What bothers me is not so much that drag is being used for a cheap laugh. It’s one of the oldest stand-bys in theatre. They say that laughter fills uncomfortable silences (I’m not 100% who said that though), and what makes people more uncomfortable than seeing a male pretending to be a female, temporarily emasculating himself in front of an audience? Of course, when we’re all in on the joke it’s funny.

It’s not so funny when you’re the joke though.
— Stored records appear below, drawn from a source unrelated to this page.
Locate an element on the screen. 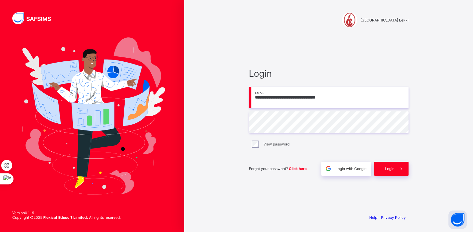 The image size is (473, 232). label: View password is located at coordinates (276, 144).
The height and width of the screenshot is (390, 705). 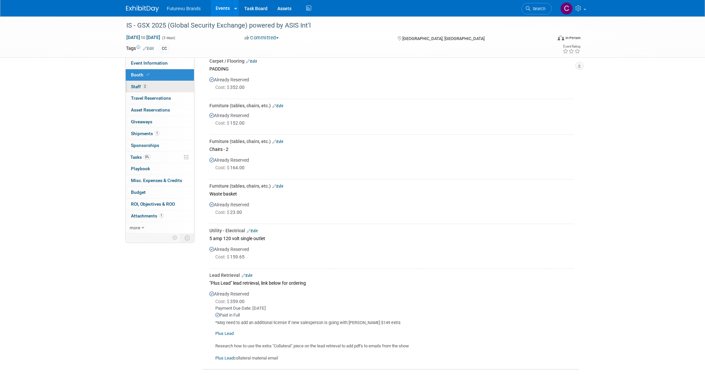 What do you see at coordinates (262, 38) in the screenshot?
I see `button: Committed` at bounding box center [262, 38].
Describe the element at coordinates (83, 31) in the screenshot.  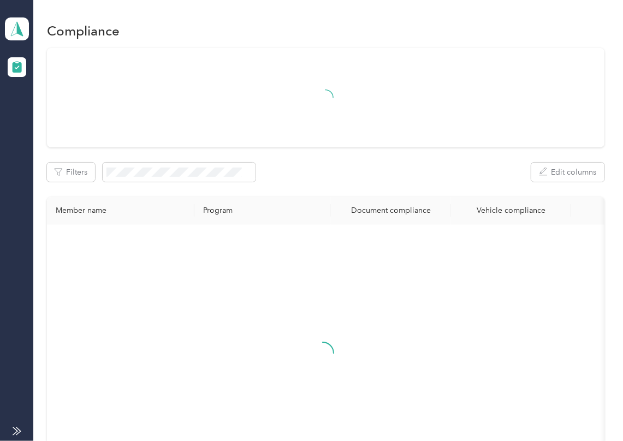
I see `h1: Compliance` at that location.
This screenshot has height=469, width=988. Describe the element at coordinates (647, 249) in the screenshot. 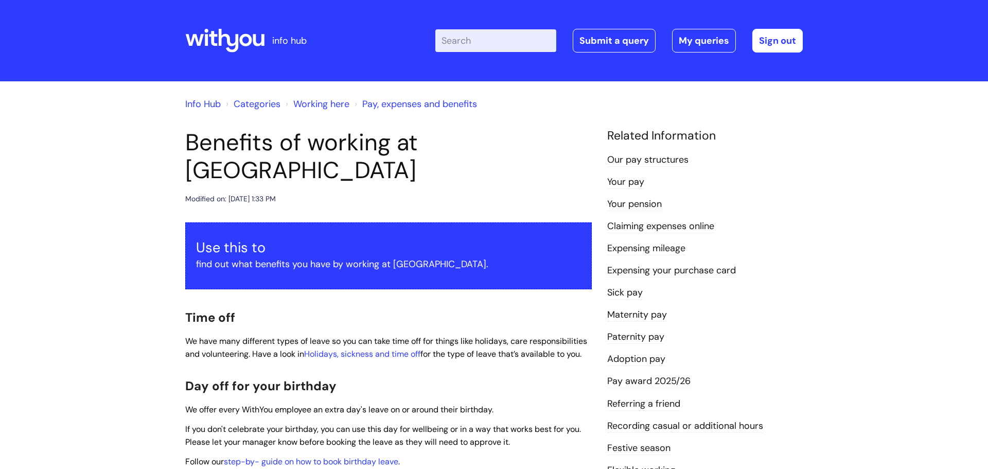

I see `a: Expensing mileage` at that location.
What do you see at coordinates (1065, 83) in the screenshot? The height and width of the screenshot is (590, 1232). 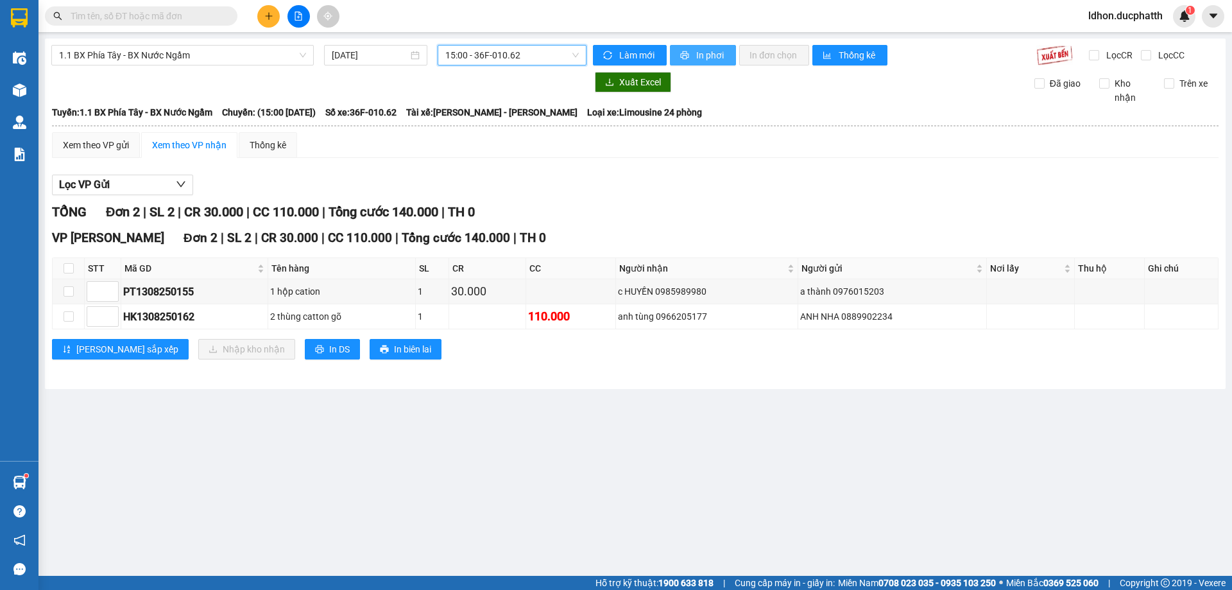 I see `span: Đã giao` at bounding box center [1065, 83].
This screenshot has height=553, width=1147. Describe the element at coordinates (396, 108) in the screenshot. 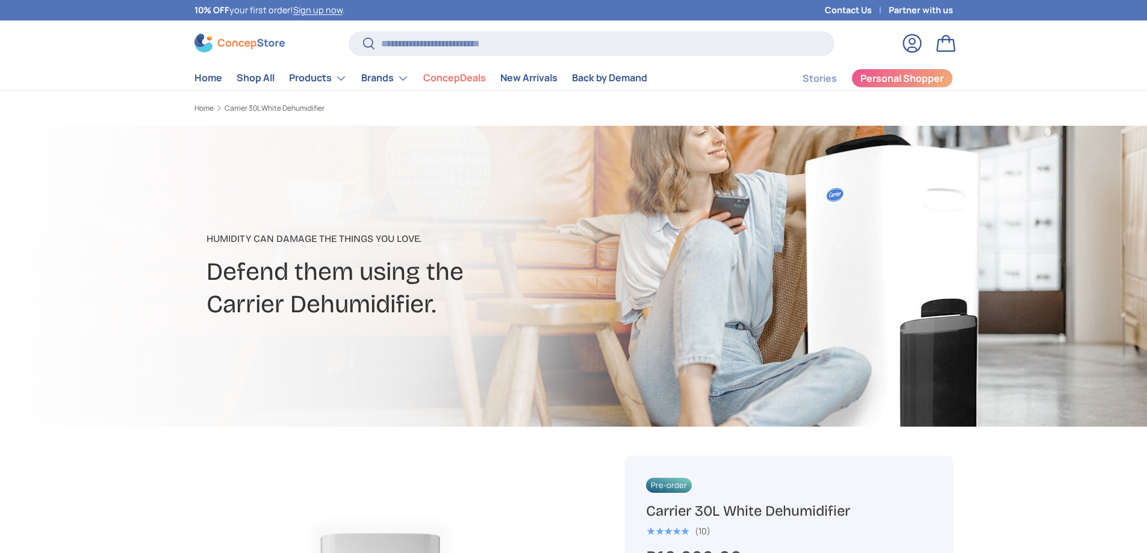

I see `nav: Breadcrumbs` at that location.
It speaks to these deep-seated fears we have as a society about masculinity and the fragile thing that it is. It can be undone in an instant, which is why a woman can have a lesbian “phase” and go on to be a “normal” wife and mother, but a man is gay for life if he has just one sexual encounter with another man. It’s why the gay character (male or female) is such a staple: think Nathan Lane in Frankie & Johnny; Harvey Fierstein in Mrs. Doubtfire; Rupert Everett in My Best Friend’s Wedding. With few exceptions, their sole function is to provide a clever foil to the protagonist and sage advice via witty banter. They are rarely given external lives beyond this, and aside from a few cliched bits (which are almost always played for a laugh, such as in Internal Affairs, when the characters played by Andy Garcia and Laurie Metcalf realize they are checking out the same woman) are essentially treated as non-sexual.
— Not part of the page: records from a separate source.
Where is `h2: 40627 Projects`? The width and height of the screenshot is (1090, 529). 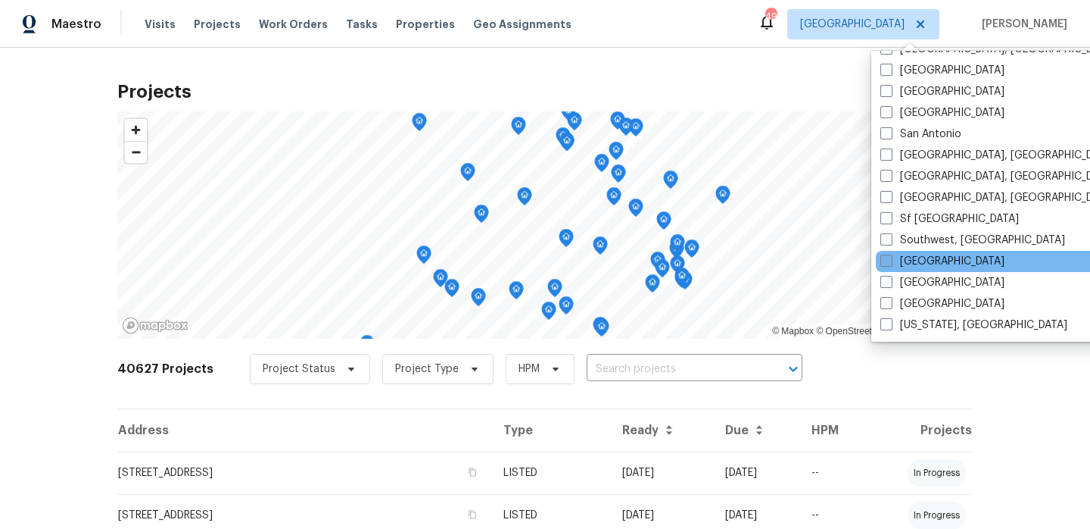 h2: 40627 Projects is located at coordinates (165, 369).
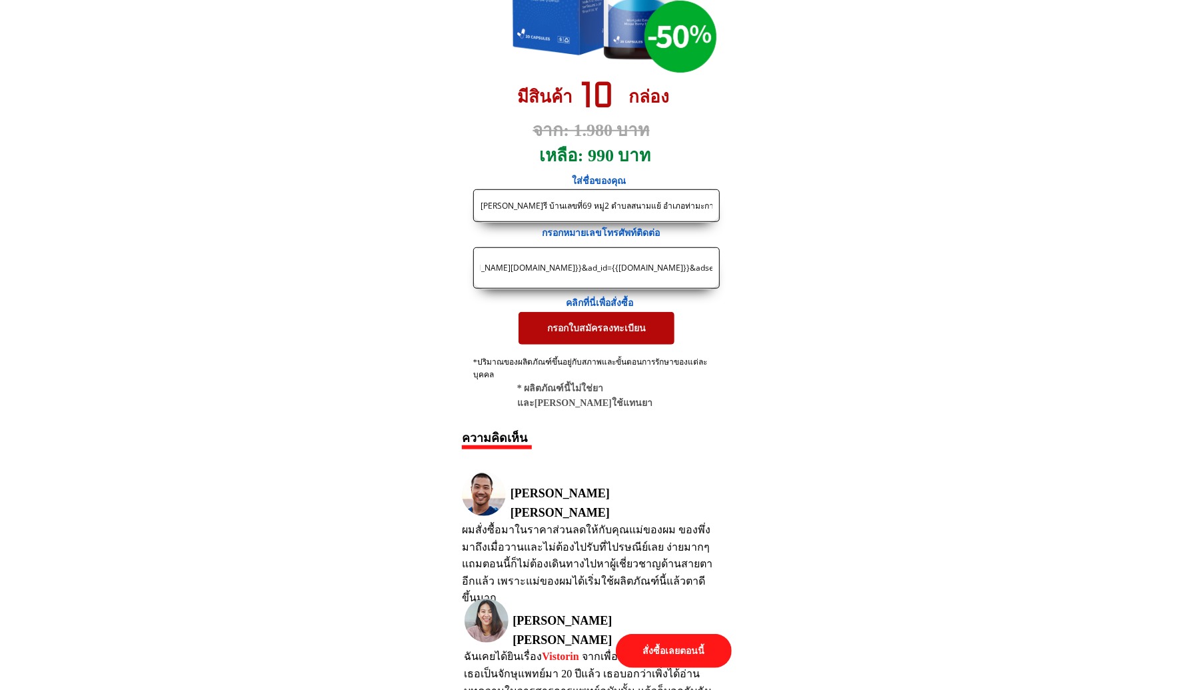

It makes the gay character a stereotype, someone so impossibly larger-than-life that he or she could never really exist in real life. And therefore an entity to not be concerned about.

Yes, using “gay” may be a trope for most people. I doubt images of homosexuals being burned alive in the Middle Ages, “corrective” rape, teens hung in Iran, or of Matthew Shepherd tied to a fence post and beaten to death spring to mind for them. Nor were the creators of Work It intentionally making light of issues that transgender people face everywhere—and not just in the workplace.
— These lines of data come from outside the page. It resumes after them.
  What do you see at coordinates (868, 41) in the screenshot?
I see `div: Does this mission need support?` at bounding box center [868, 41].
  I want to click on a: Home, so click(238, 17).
Yet they’re unwittingly reinforcing the notion that to be anything less than heterosexual is to be less than human.

64. b-side

BACHMANN SETS NEW TONE WITH BRAVE NEW ALBUM

July 18, 2011

Congresswoman Michele Bachmann, in an effort to court GLBT voters who, up until recently (and for good reason), had felt justifiably distanced from the GOP presidential hopeful, partly due to her controversial positions on women’s reproductive rights, homosexuality and slavery, today released a brave new album of campaign tunes with covers of Lady Gaga, Queen, Melissa Etheridge, Rufus Wainwright and Cher songs in hopes of winning over skeptical voters. The 52-minute LP includes anthems such as “Don’t Hide Your Love,” “Turn the Beat Around,” “I Will Survive” and “Y.M.C.A.”

The album’s rousing titular track, Ozzy Osbourne’s 1980 classic “Crazy Train,” sets a breakneck pace for this pounding, bluegrass-infused record, which features her husband Marcus on their renditions of Lady Gaga’s “Born This Way” and ABBA’s “Dancing Queen,” with cowbell credits on Diana Ross’ “Ain’t No Mountain High Enough.”

The album rounds off with a moving piano ballad—Dusty Springfield’s “You Don’t Have To Say You Love Me,” with an exposed and vulnerable Michele at the keys, her soulful vocals providing the perfect close at the beginning of what is likely to be an exhilarating campaign, hopefully with her gay, lesbian, bisexual and transgendered supporters at her side.

Because if anything can unite these two sides on common ground, it’s bluegrass and gay anthems.

###


Just to cover my bases, this is not—I repeat NOT—an actual news story (though it would be pretty damned hilarious if it were). It came from the recesses of my imagination, my fear and loathing of Michele Bachmann, and was inspired by this weekend’s episode of NPR’s Wait Wait…Don’t Tell Me!